Premium
PREDICTING WILDERNESS SNOW WATER EQUIVALENT WITH NONWILDERNESS SNOW SENSORS 1
Author(s) -
McGurk Bruce J.,
Edens Thaddeus J.,
Azuma David L.
Publication year - 1993
Publication title -
jawra journal of the american water resources association
Language(s) - English
Resource type - Journals
SCImago Journal Rank - 0.957
H-Index - 105
eISSN - 1752-1688
pISSN - 1093-474X
DOI - 10.1111/j.1752-1688.1993.tb01506.x
Subject(s) - snow , elevation (ballistics) , water equivalent , environmental science , wilderness area , precipitation , hydrology (agriculture) , smoothing , selection (genetic algorithm) , linear regression , meteorology , wilderness , statistics , computer science , geography , geology , engineering , ecology , mathematics , machine learning , structural engineering , geotechnical engineering , biology
Ten pairs of snow sensors were analyzed to investigate the feasibility of predicting snow water equivalent at high‐elevation, telemetered snow sensor sites from lower‐elevation sensors.
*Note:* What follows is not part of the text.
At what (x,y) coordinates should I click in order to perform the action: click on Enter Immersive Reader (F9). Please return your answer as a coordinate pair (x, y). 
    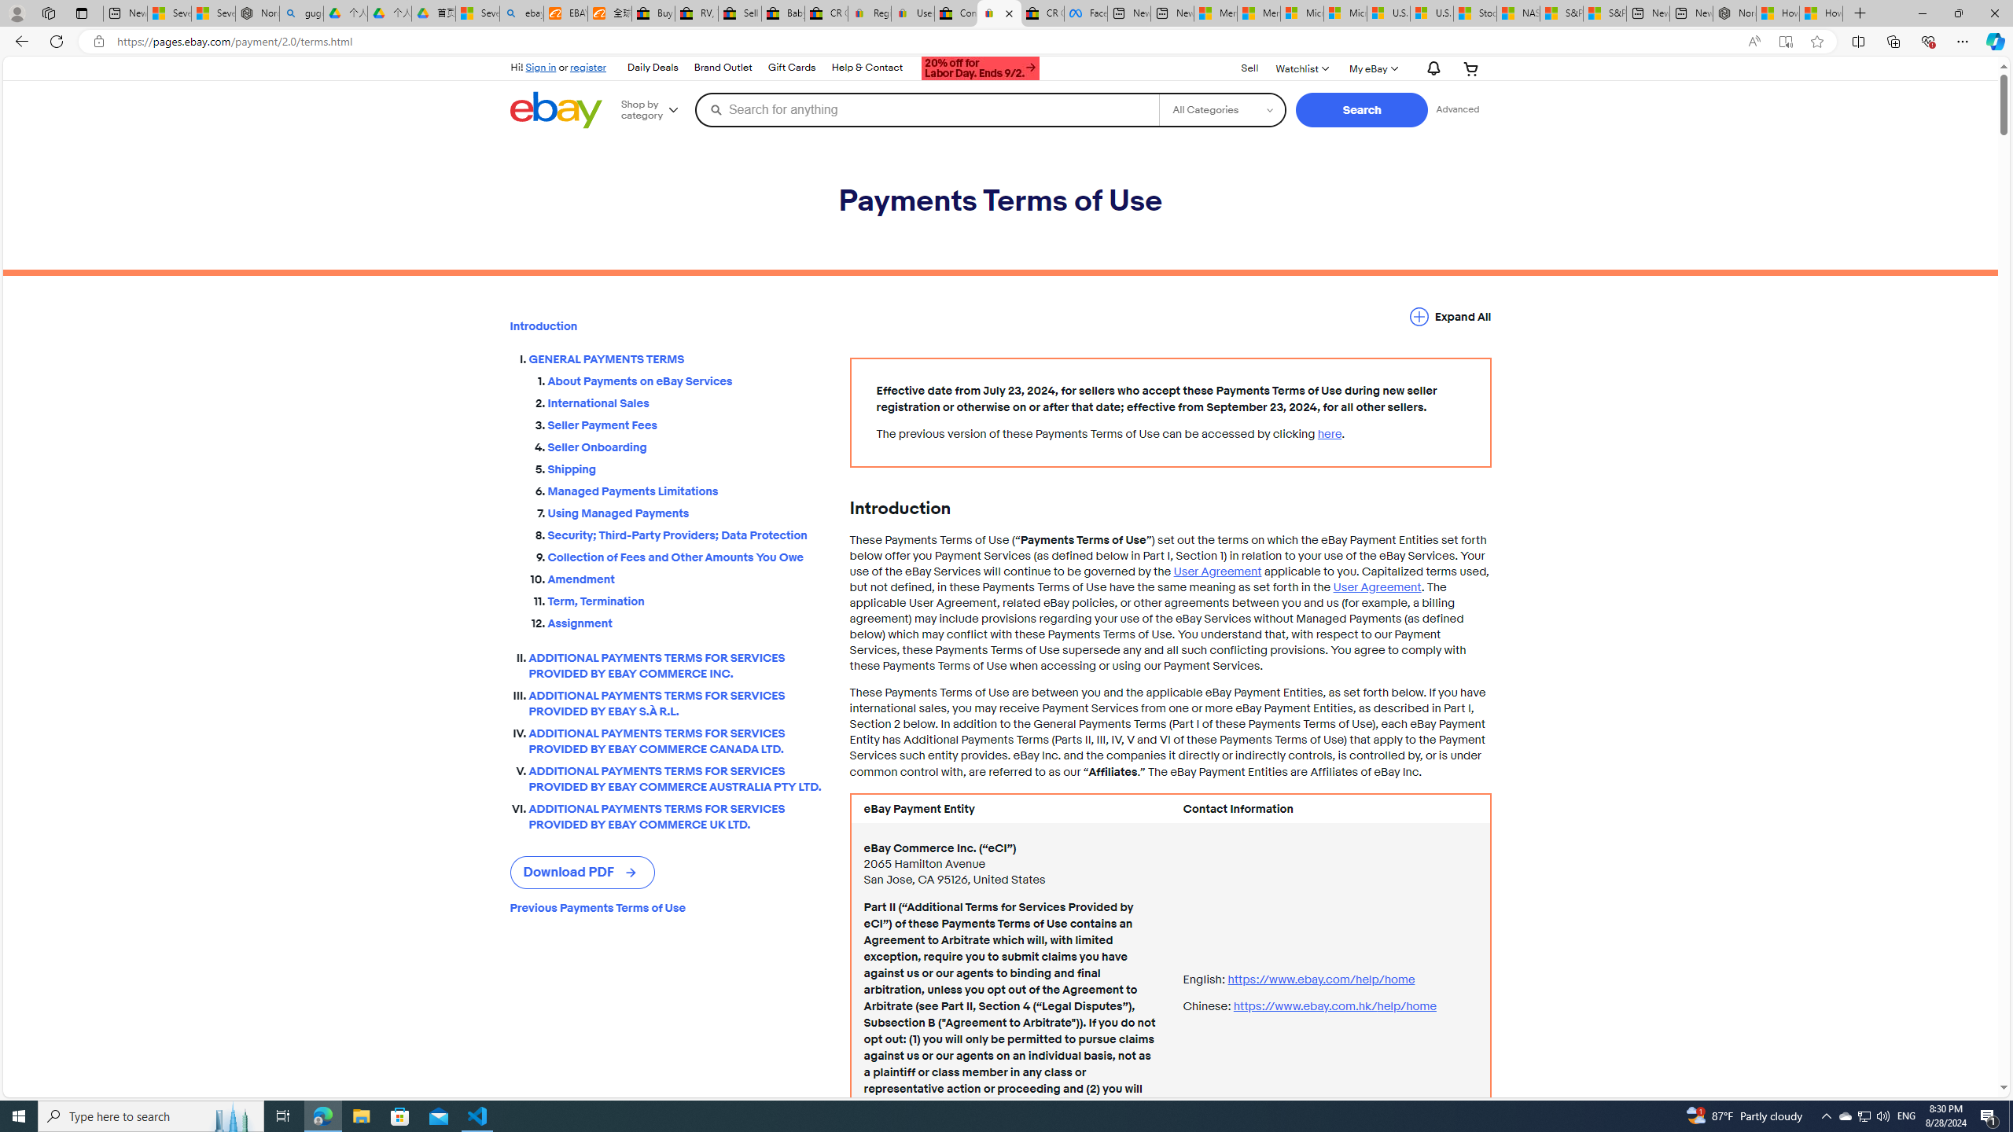
    Looking at the image, I should click on (1785, 42).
The need for this analysis stems from an agreement between the California Department of Water Resources and the USDA Forest Service to temporarily allow snow sensors in California's wilderness areas so that a predictive relationship can be developed. After 10 or 15 years, the agreement calls for the sensors to be removed. Initial efforts to a priori select sensor pairs were based on proximity, colocation within a basin, and annual precipitation amount, but regression yielded poor fits (R 2 < 0.65) and high standard errors in eight of the ten cases. Analysis of the results suggested that eleva‐tional similarity was the most important selection criteria, and that all available sensors near the target site should be analyzed via a regression screening. Using elevation for selection and the regression screening, five sensors that initially had poor fits were reanalyzed. Each of the five sensors was paired with between two and five new sensors, and R 2 values improved between 27 and 46 percent. Various data smoothing and editing algorithms were evaluated, but they rarely resulted in improved fits.